Cork found himself in familiar territory. The Owl Creek County Sheriff’s Department was not that different from the sheriff’s department in Minnesota. There was a large common area and, along the perimeter, doors that led to other rooms and offices. To the right was the contact desk, currently staffed by a stout-looking deputy with a buzz cut and his sleeves rolled back. Beyond him was the dispatch desk and radio. The smell of fresh coffee filled the place.

“Who were you avoiding?” Cork asked.

“Felicia Gray. TV newswoman out of Casper. We’re lucky because most of the media is up in Cody, where the Civil Air Patrol is coordinating the air search. Not as many reporters on this as there were at first. That standoff thing with the religious nut in Kansas seems to have grabbed everyone’s attention.”

Cork understood. A few missing Indians wouldn’t be news for long.

“But we’ve got Ms. Gray,” Quinn went on. “She’s the one who broke the story about the pilot’s drinking. She gets hold of you two, your nuts are deep-fried. She’ll harass the hell out of you, believe you me. Probably can’t avoid her forever, but you might as well delay it as long as possible. Bolger,” he called to the deputy at the contact desk, and said by way of introduction, “the O’Connors.
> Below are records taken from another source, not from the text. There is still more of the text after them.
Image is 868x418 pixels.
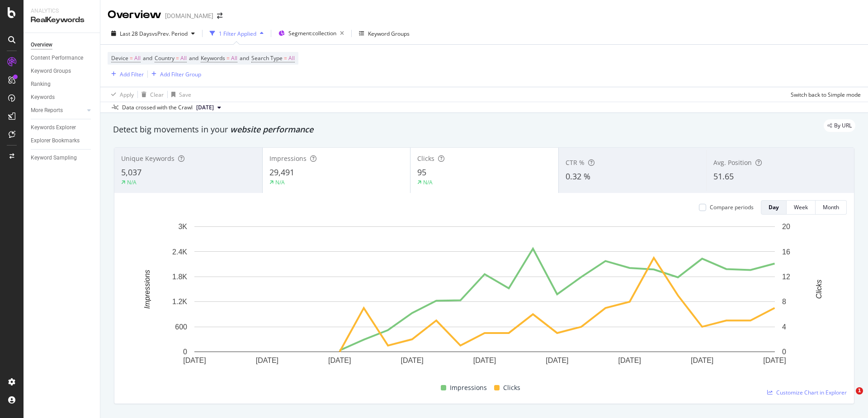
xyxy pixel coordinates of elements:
span: Impressions [270,154,307,163]
span: Customize Chart in Explorer [776,389,847,397]
span: 2025 Aug. 8th [196,103,214,111]
a: More Reports [30,106,85,115]
text: Impressions [144,270,151,308]
div: N/A [423,179,433,186]
button: Add Filter Group [148,69,201,79]
div: legacy label [824,120,855,132]
text: 8 [781,298,786,306]
text: 1.8K [172,273,187,281]
span: = [176,54,179,62]
a: Keyword Sampling [30,153,94,163]
div: Keyword Sampling [30,153,76,163]
div: Content Performance [30,53,83,63]
div: Keywords [30,93,54,102]
span: and [239,54,249,62]
span: Keywords [201,54,226,62]
button: Last 28 DaysvsPrev. Period [108,26,199,41]
iframe: Intercom live chat [837,388,859,409]
div: Save [179,91,191,99]
div: Keyword Groups [30,66,71,75]
span: and [143,54,152,62]
text: [DATE] [546,356,568,365]
div: More Reports [30,106,63,115]
text: 2.4K [172,248,187,255]
span: = [130,54,133,62]
button: Week [786,201,816,215]
text: [DATE] [183,356,205,365]
span: Impressions [450,382,487,393]
a: Explorer Bookmarks [30,136,94,145]
text: Clicks [815,280,823,299]
button: Segment:collection [275,26,348,41]
span: Avg. Position [713,158,752,167]
span: 0.32 % [565,171,590,181]
a: Ranking [30,79,94,89]
button: Clear [138,87,164,101]
span: 29,491 [270,167,295,178]
div: RealKeywords [30,15,93,25]
text: [DATE] [619,356,641,365]
div: Overview [108,7,161,23]
text: 600 [175,323,187,331]
div: Clear [150,91,164,99]
div: Keywords Explorer [30,123,75,133]
text: [DATE] [473,356,496,365]
div: Month [823,203,839,211]
span: 5,037 [122,167,142,178]
text: 20 [781,223,790,230]
button: Switch back to Simple mode [787,87,861,101]
span: 95 [417,167,426,178]
a: Overview [30,41,94,50]
a: Keyword Groups [30,66,94,75]
span: = [284,54,287,62]
text: 0 [183,348,187,355]
text: [DATE] [256,356,278,365]
span: All [231,52,237,64]
text: 1.2K [172,298,187,306]
div: Data crossed with the Crawl [122,103,192,111]
div: Add Filter Group [160,71,201,78]
button: Month [816,201,847,215]
span: All [180,52,187,64]
button: Add Filter [108,69,144,79]
span: Segment: collection [288,29,336,37]
button: [DATE] [192,102,225,113]
span: Search Type [251,54,283,62]
span: CTR % [565,158,584,167]
div: Analytics [30,7,93,15]
a: Customize Chart in Explorer [767,389,847,397]
div: Compare periods [710,203,753,211]
div: 1 Filter Applied [219,29,256,38]
text: 16 [781,248,790,255]
text: 4 [781,323,786,331]
span: By URL [834,123,851,128]
div: Overview [30,41,52,50]
button: Save [168,87,191,101]
div: Day [769,203,779,211]
a: Keywords Explorer [30,123,94,133]
span: Clicks [417,154,434,163]
span: Last 28 Days [120,29,152,38]
text: 0 [781,348,786,355]
span: and [189,54,199,62]
div: Switch back to Simple mode [791,91,861,99]
button: Apply [108,87,133,101]
text: 3K [178,223,187,230]
div: Explorer Bookmarks [30,136,79,145]
div: N/A [275,179,284,186]
div: N/A [127,179,136,186]
span: 51.65 [713,171,734,181]
div: Apply [120,91,133,99]
svg: A chart. [122,222,847,379]
text: [DATE] [328,356,351,365]
a: Keywords [30,93,94,102]
span: 1 [855,388,862,395]
div: [DOMAIN_NAME] [165,11,214,20]
text: [DATE] [763,356,785,365]
div: arrow-right-arrow-left [217,13,223,19]
button: Day [760,201,786,215]
div: Week [793,203,807,211]
span: Device [111,54,128,62]
text: [DATE] [690,356,713,365]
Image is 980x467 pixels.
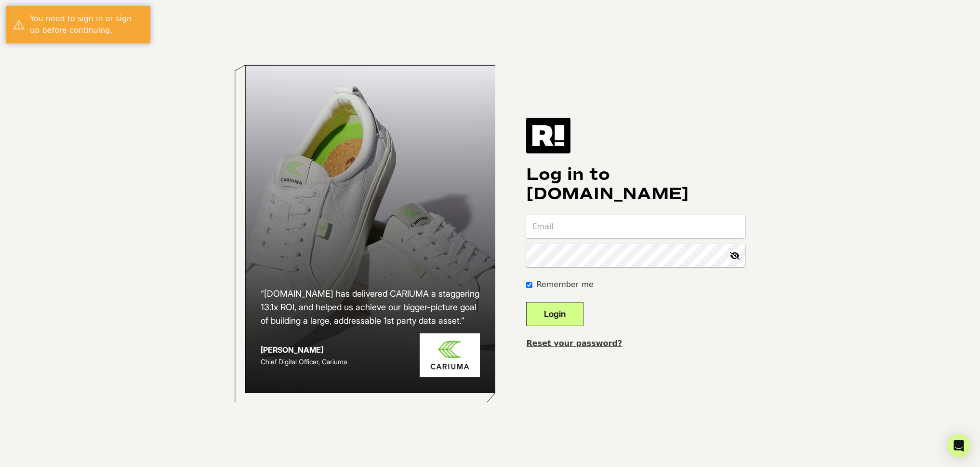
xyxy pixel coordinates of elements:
[261,357,347,365] span: Chief Digital Officer, Cariuma
[261,345,323,355] strong: [PERSON_NAME]
[526,339,622,348] a: Reset your password?
[261,287,481,327] h2: “[DOMAIN_NAME] has delivered CARIUMA a staggering 13.1x ROI, and helped us achieve our bigger-pic...
[948,434,971,457] div: Open Intercom Messenger
[536,279,593,290] label: Remember me
[526,165,745,203] h1: Log in to [DOMAIN_NAME]
[30,13,143,36] div: You need to sign in or sign up before continuing.
[420,333,480,377] img: Cariuma
[526,215,745,239] input: Email
[526,118,571,153] img: Retention.com
[526,302,584,326] button: Login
Miss Kiss-My-Pulitzer questions you about these two, you don’t know anything, got that?”

“Ten-four, Dewey.” He gave a two-fingered salute, then used the same gesture as a greeting to Cork and Stephen.

“Come with me.” Quinn turned and walked briskly down a narrow hallway to a southwest-facing conference room where sunshine flooded through a long window. Beyond the glass, the streets of Hot Springs, lined with small houses and bared trees, ran toward the distant mountains. The conference table dead center was cluttered with maps and papers. A large topographic map hung on the wall opposite the window. It was studded with pins of various colors and lined with corridors crudely drawn with neon highlighters. There was a portable dispatch radio on a table against another wall. Several chairs were scattered about, all unoccupied at the moment.

“Like I said, the air search is being coordinated up in Cody by the Wyoming wing of the Civil Air Patrol,” Quinn said. “Commander Nickleson of the Cody unit is in charge, and she’s being assisted by units out of Big Horn and Jackson. We’re in constant communication. This is where we’ve been handling things on our end.” He swept his hand across the room. “When I say ‘we,’ I mean ‘I.’ We’re a small department and we’re stretched to the max. Cork, I swear to you, we’re doing the best we can.”

“Where’s the sheriff?”

“Out on a domestic disturbance call. We still have our regular duties to see to. If he comes in, he probably won’t say much. Just give you a look that’d scare a grizzly bear. Have a seat and I’ll bring you up to date.”